Hey, manager: please shut up already Too many new managers, often promoted from the best of the front-line workers, lack the basic ability to interact effectively-speaking when they should be listening, and listening... well, not much. And when it comes to more advanced skills like improving worker performance, maximizing productivity, handling customers, and driving real success with their products, all bets are off. With no real background or training in management skills, today's managers-even with experience-too often struggle to engage with their teams, maximize performance, and achieve great results. Here's the newer manager's greatest ally: a quick-start guide that rapidly and accessibly covers the essential skills that good managers need to lead their teams effectively. Building on the simplest possible foundation-"Shut Up and Listen "-this guide collects over 250 hints, tips, and tricks developed by an experienced manager and leader over more than a quarter century of technical management. Take your management career from zero to sixty-or discover how to lead your team to the next level-with one quick and easy read.

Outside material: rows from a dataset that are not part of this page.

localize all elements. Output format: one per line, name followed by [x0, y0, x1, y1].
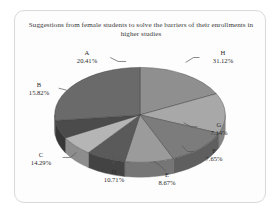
pie-label-d-percent: 10.71%	[93, 176, 135, 184]
pie-slice-h	[55, 67, 140, 120]
pie-label-d: D 10.71%	[93, 168, 135, 184]
pie-label-c-percent: 14.29%	[19, 159, 63, 167]
pie-chart-plot-area	[15, 11, 265, 202]
pie-label-f-percent: 7.65%	[193, 155, 235, 163]
leader-line-a	[110, 58, 126, 62]
leader-line-h	[186, 58, 200, 63]
pie-label-e-percent: 8.67%	[147, 179, 187, 187]
pie-label-h-key: H	[199, 49, 247, 57]
pie-label-h: H 31.12%	[199, 49, 247, 65]
pie-label-d-key: D	[93, 168, 135, 176]
pie-label-b-key: B	[17, 81, 61, 89]
pie-label-b-percent: 15.82%	[17, 89, 61, 97]
pie-label-e: E 8.67%	[147, 171, 187, 187]
pie-label-f-key: F	[193, 147, 235, 155]
pie-label-c: C 14.29%	[19, 151, 63, 167]
chart-frame: Suggestions from female students to solv…	[14, 10, 266, 203]
pie-label-b: B 15.82%	[17, 81, 61, 97]
pie-label-a: A 20.41%	[65, 49, 109, 65]
pie-label-e-key: E	[147, 171, 187, 179]
pie-label-a-percent: 20.41%	[65, 57, 109, 65]
pie-label-h-percent: 31.12%	[199, 57, 247, 65]
pie-label-f: F 7.65%	[193, 147, 235, 163]
pie-label-g: G 7.14%	[197, 121, 241, 137]
pie-label-g-key: G	[197, 121, 241, 129]
pie-label-c-key: C	[19, 151, 63, 159]
pie-chart-svg	[15, 11, 265, 202]
pie-label-a-key: A	[65, 49, 109, 57]
pie-label-g-percent: 7.14%	[197, 129, 241, 137]
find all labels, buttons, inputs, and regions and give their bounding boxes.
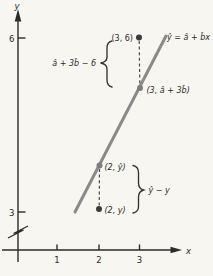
upper-brace <box>101 41 113 87</box>
point-3-6 <box>136 35 142 41</box>
x-axis-arrowhead-icon <box>171 247 183 254</box>
upper-residual: (3, 6) (3, â + 3b̂) â + 3b̂ − 6 <box>52 34 190 95</box>
regression-line-label: ŷ = â + b̂x <box>166 32 210 42</box>
y-axis-label: y <box>13 1 20 11</box>
y-tick-label-3: 3 <box>9 208 14 218</box>
x-tick-label-2: 2 <box>96 255 101 265</box>
point-2-observed-label: (2, y) <box>105 206 126 215</box>
point-2-observed <box>96 206 102 212</box>
lower-brace-label: ŷ − y <box>148 186 171 195</box>
regression-residuals-figure: y 6 3 x 1 2 3 ŷ = â + b̂x (3, 6) <box>0 0 213 276</box>
upper-brace-label: â + 3b̂ − 6 <box>52 58 96 68</box>
upper-dashed-segment <box>139 41 140 84</box>
lower-brace <box>133 166 144 214</box>
point-2-fitted <box>97 163 103 169</box>
y-tick-label-6: 6 <box>9 34 14 44</box>
lower-residual: (2, ŷ) (2, y) ŷ − y <box>96 163 170 216</box>
x-axis-label: x <box>185 246 192 256</box>
x-axis: x 1 2 3 <box>2 245 192 266</box>
plot-svg: y 6 3 x 1 2 3 ŷ = â + b̂x (3, 6) <box>0 0 213 276</box>
x-tick-label-1: 1 <box>54 255 59 265</box>
point-3-6-label: (3, 6) <box>111 34 133 43</box>
y-axis: y 6 3 <box>8 1 28 262</box>
point-3-fitted <box>137 85 143 91</box>
point-2-fitted-label: (2, ŷ) <box>105 163 126 172</box>
x-tick-label-3: 3 <box>137 255 142 265</box>
point-3-fitted-label: (3, â + 3b̂) <box>147 85 190 95</box>
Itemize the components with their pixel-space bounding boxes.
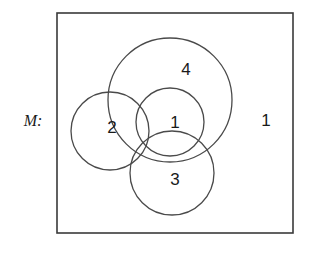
region-label-3: 3 bbox=[170, 170, 179, 189]
venn-diagram-screenshot: M: 4 2 3 1 1 bbox=[0, 0, 310, 254]
region-label-4: 4 bbox=[181, 60, 190, 79]
region-label-outside: 1 bbox=[261, 111, 270, 130]
region-label-2: 2 bbox=[107, 118, 116, 137]
region-label-1: 1 bbox=[170, 113, 179, 132]
universe-set-label: M: bbox=[23, 112, 43, 129]
set-circle-4 bbox=[108, 38, 232, 162]
venn-diagram-canvas: M: 4 2 3 1 1 bbox=[0, 0, 310, 254]
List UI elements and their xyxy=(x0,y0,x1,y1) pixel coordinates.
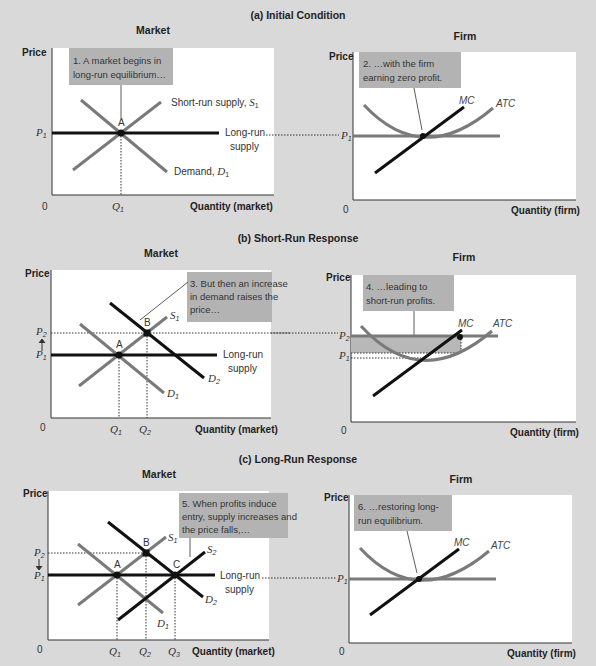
p1-label: P1 xyxy=(338,349,350,362)
p1-label: P1 xyxy=(35,126,47,139)
y-axis-label: Price xyxy=(324,492,349,503)
x-axis-label: Quantity (market) xyxy=(195,424,278,435)
y-axis-label: Price xyxy=(23,488,48,499)
origin-label: 0 xyxy=(339,646,345,657)
demand-label: Demand, D1 xyxy=(174,165,229,178)
point-b-label: B xyxy=(144,317,151,328)
p2-label: P2 xyxy=(35,325,47,338)
equilibrium-point-a xyxy=(116,352,123,359)
point-a-label: A xyxy=(114,559,121,570)
lrs-label-2: supply xyxy=(225,584,254,595)
origin-label: 0 xyxy=(343,204,349,215)
mc-label: MC xyxy=(459,95,475,106)
firm-title: Firm xyxy=(453,251,476,263)
firm-equilibrium-point xyxy=(416,576,422,582)
y-axis-label: Price xyxy=(25,268,50,279)
panel-a: (a) Initial Condition Market Price Quant… xyxy=(22,9,580,216)
callout-3-line-1: 3. But then an increase xyxy=(190,278,288,289)
atc-label: ATC xyxy=(495,98,516,109)
panel-a-firm: Firm Price Quantity (firm) 0 2. …with th… xyxy=(329,30,580,216)
market-title: Market xyxy=(142,468,176,480)
q2-label: Q2 xyxy=(139,645,151,658)
srs-label: Short-run supply, S1 xyxy=(171,96,259,109)
mc-label: MC xyxy=(454,537,470,548)
callout-2-line-2: earning zero profit. xyxy=(363,72,442,83)
callout-1-line-2: long-run equilibrium… xyxy=(73,69,166,80)
point-a-label: A xyxy=(116,339,123,350)
origin-label: 0 xyxy=(37,644,43,655)
y-axis-label: Price xyxy=(22,47,47,58)
atc-label: ATC xyxy=(490,540,511,551)
origin-label: 0 xyxy=(40,422,46,433)
point-b-label: B xyxy=(143,537,150,548)
panel-a-title: (a) Initial Condition xyxy=(250,9,345,21)
p1-label: P1 xyxy=(33,569,45,582)
p1-label: P1 xyxy=(35,348,47,361)
lrs-label-1: Long-run xyxy=(223,349,263,360)
q3-label: Q3 xyxy=(168,645,180,658)
profit-max-point xyxy=(457,334,463,340)
callout-6-line-2: run equilibrium. xyxy=(358,515,423,526)
panel-c-firm: Firm Price Quantity (firm) 0 6. …restori… xyxy=(324,473,576,659)
callout-5-line-1: 5. When profits induce xyxy=(182,498,277,509)
short-run-point-b xyxy=(143,550,150,557)
x-axis-label: Quantity (market) xyxy=(192,646,275,657)
point-c-label: C xyxy=(173,559,180,570)
panel-b-title: (b) Short-Run Response xyxy=(238,232,359,244)
p1-label: P1 xyxy=(340,129,352,142)
firm-equilibrium-point xyxy=(420,133,426,139)
point-a-label: A xyxy=(118,117,125,128)
p1-label: P1 xyxy=(336,572,348,585)
callout-3-line-3: price… xyxy=(190,304,220,315)
market-title: Market xyxy=(136,24,170,36)
callout-1-line-1: 1. A market begins in xyxy=(73,55,161,66)
panel-b: (b) Short-Run Response Market Price Quan… xyxy=(25,232,579,438)
x-axis-label: Quantity (firm) xyxy=(511,205,580,216)
y-axis-label: Price xyxy=(326,272,351,283)
p2-label: P2 xyxy=(338,329,350,342)
equilibrium-point-a xyxy=(118,130,125,137)
x-axis-label: Quantity (firm) xyxy=(510,427,579,438)
lrs-label-2: supply xyxy=(228,363,257,374)
x-axis-label: Quantity (market) xyxy=(190,201,273,212)
origin-label: 0 xyxy=(42,201,48,212)
q1-label: Q1 xyxy=(112,200,124,213)
market-title: Market xyxy=(144,247,178,259)
lrs-label-1: Long-run xyxy=(225,127,265,138)
callout-6-line-1: 6. …restoring long- xyxy=(358,501,439,512)
mc-label: MC xyxy=(458,318,474,329)
panel-a-market: Market Price Quantity (market) 0 1. A ma… xyxy=(22,24,274,213)
callout-5-line-3: the price falls,… xyxy=(182,524,250,535)
panel-c-title: (c) Long-Run Response xyxy=(239,453,358,465)
callout-2-line-1: 2. …with the firm xyxy=(363,58,434,69)
equilibrium-point-a xyxy=(114,572,121,579)
q1-label: Q1 xyxy=(110,423,122,436)
callout-4-line-1: 4. …leading to xyxy=(366,281,427,292)
lrs-label-1: Long-run xyxy=(220,570,260,581)
x-axis-label: Quantity (firm) xyxy=(507,648,576,659)
long-run-equilibrium-diagram: .lbl { font-family:"Liberation Sans", sa… xyxy=(0,0,596,666)
short-run-point-b xyxy=(144,330,151,337)
atc-label: ATC xyxy=(492,318,513,329)
new-equilibrium-point-c xyxy=(172,572,179,579)
origin-label: 0 xyxy=(341,425,347,436)
q2-label: Q2 xyxy=(139,423,151,436)
panel-b-firm: Firm Price Quantity (firm) 0 4. …leading… xyxy=(326,251,579,438)
callout-4-line-2: short-run profits. xyxy=(366,295,435,306)
panel-c-market: Market Price Quantity (market) 0 5. When… xyxy=(23,468,297,658)
firm-title: Firm xyxy=(454,30,477,42)
callout-3-line-2: in demand raises the xyxy=(190,291,278,302)
panel-c: (c) Long-Run Response Market Price Quant… xyxy=(23,453,576,659)
panel-b-market: Market Price Quantity (market) 0 3. But … xyxy=(25,247,290,436)
lrs-label-2: supply xyxy=(230,141,259,152)
y-axis-label: Price xyxy=(329,51,354,62)
callout-5-line-2: entry, supply increases and xyxy=(182,511,297,522)
firm-title: Firm xyxy=(450,473,473,485)
q1-label: Q1 xyxy=(109,645,121,658)
p2-label: P2 xyxy=(33,546,45,559)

Most of us wouldn't think to look for penguins in a hot desert, but every year along a windswept edge of coastal Patagonia, hundreds of thousands of Magellanic penguins gather to rear their young at Punta Tombo, Argentina. It is the largest penguin colony in the world outside of Antarctica, and for the past three decades, biologist Dee Boersma has followed them there. Eric Wagner joined her team for six months in 2008, and in Penguins in the Desert, he chronicles that season in the remarkable lives of both the Magellanic penguins of Punta Tombo and the scientists who track their every move. For Boersma, the penguins are ecosystem sentinels. At the colony's peak, more than a million birds bred there, but now less than half as many do. In confronting this fact, Boersma tackles some of the most urgent issues facing penguins and people today. What is the best way to manage our growing appetite for fish? How do we stop catastrophic oil spills from coating birds? How will we address the looming effects of climate change? As Wagner spends more and more time with the penguins and the scientists in the field, other equally pressing questions come to mind. What is it like to be beaten by a penguin? Or bitten by one? How can a person be so dirty for so many months on end? In a tale that is as much about life in the field as it is about one of the most charismatic creatures on earth, Wagner brings humor, warmth, and hard-won insight as he tries to find the answer to what turns out to be the most pressing question of all: What does it mean to know an animal and to grapple with the consequences of that knowing?